Coloring Outside the Lines: Raising a smarter kid by breaking all the rules, Roger Schank
This was the first book I every read on the field of education, back when I was contemplating changing my career to this field – well before even my daughter was born. It helped me to break away from the traditional mode of thinking about schools and education. He starts the book with the sentence – “I am writing this book because I’m horrified by what schools are doing to children”. His emphasis on developing the “life-long passion for learning” in children and what parents and teachers can do to develop it, has lived with me through this day as I struggle to be a good parent for my daughter. He gives very practical tips about how educational theory can be applied to “personal, everyday situations”.
Smart Schools: Better Thinking and Learning for Every Child, David Perkins
I read this book for one of my courses at Harvard and it introduced me to what is important to teach children and some of the methods of teaching them. This book is about how we should move away from teaching “fragile knowledge” and move towards teaching crucial skills like critical thinking, problem solving, creativity, meta-cognition and so on. For, if we teach children these skills, not only will robust knowledge be automatically developed, but skills crucial to navigating this world and making a difference in it will become ingrained in their brains.
Parents who are not familiar with the field of education may find some of the language in this book somewhat “deep”. But overall this book is quite easy to read and I would say that it is good for us parents to really become familiar with this “deep” language in order to understand our children and their learning, better.
How children learn, John Holt
How children fail, John Holt
I have read only parts of these two books, but they are probably the most down-to-earth books that parents can read to understand their children’s cognitive development. In fact, many of the instances that Holt describes in this book are related to his parenting.
Overall, I would say that all these books drive home the message again and again, that it is not knowledge and facts that we should teach our children, but it is the skills to acquire this knowledge, think critically, problem solve, be creative and so on. And that they should be done in a way that they develop a life long passion for learning and NOT for rewards.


- What you will do -
Nothing but the lines from the one with "This screenshot has width=1311, height=747." down to the one with "Locate an element" should be returned, exactly and with both ends included, from the material below.

- Dataset entries -
=== Begin Enclosure ===

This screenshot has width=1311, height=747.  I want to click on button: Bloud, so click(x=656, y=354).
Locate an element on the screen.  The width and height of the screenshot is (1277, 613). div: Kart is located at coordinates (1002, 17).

=== End Enclosure ===
=== Begin Enclosure ===

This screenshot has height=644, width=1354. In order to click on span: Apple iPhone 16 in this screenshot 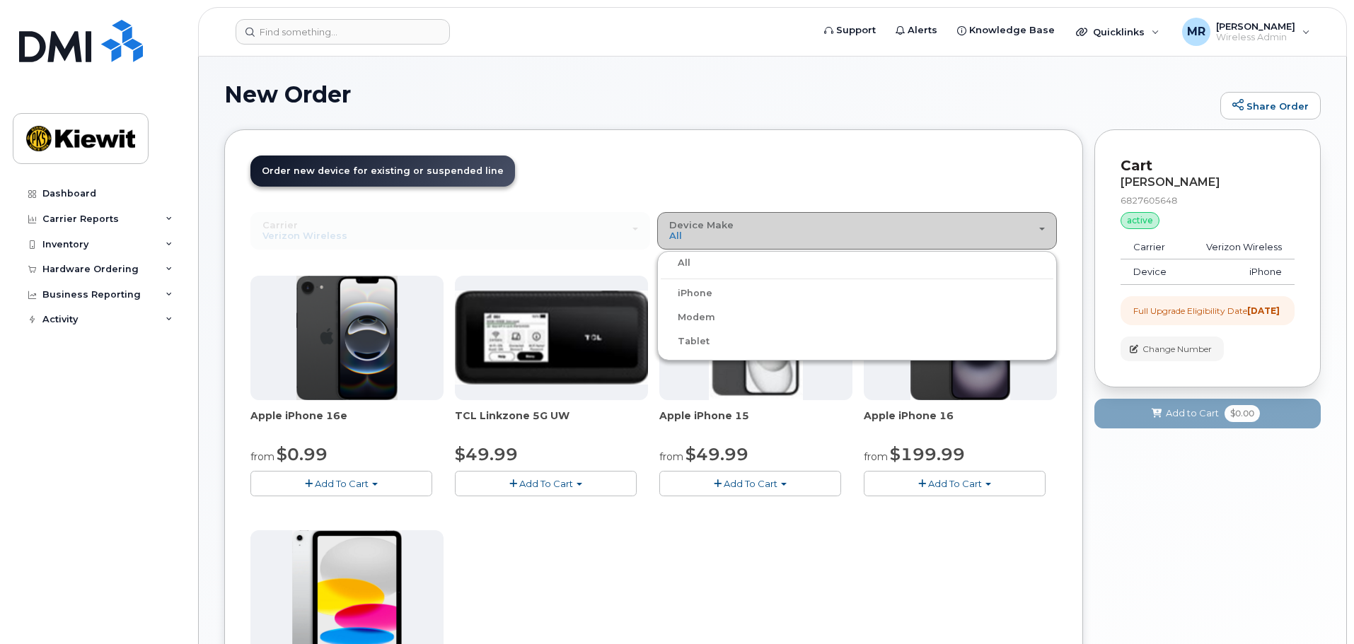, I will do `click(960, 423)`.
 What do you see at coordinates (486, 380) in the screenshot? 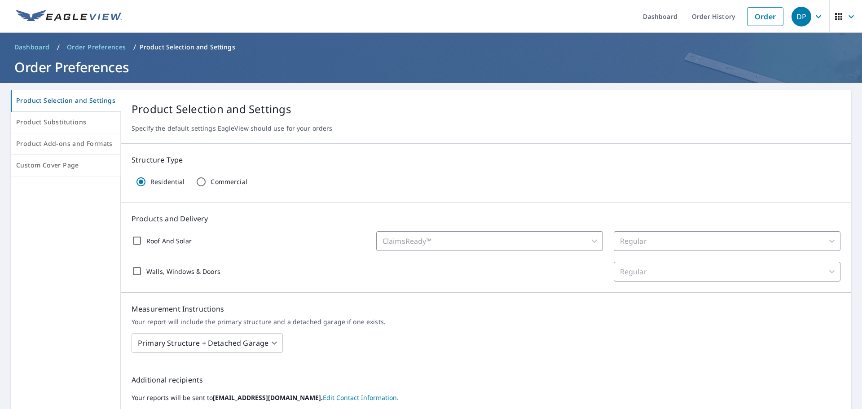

=== End Enclosure ===
=== Begin Enclosure ===

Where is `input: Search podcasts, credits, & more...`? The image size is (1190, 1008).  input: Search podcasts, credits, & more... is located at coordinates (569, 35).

=== End Enclosure ===

- Exercise output -
This screenshot has width=1311, height=747.  I want to click on button: Bloud, so click(x=656, y=354).
Locate an element on the screen.  The width and height of the screenshot is (1277, 613). div: Kart is located at coordinates (1002, 17).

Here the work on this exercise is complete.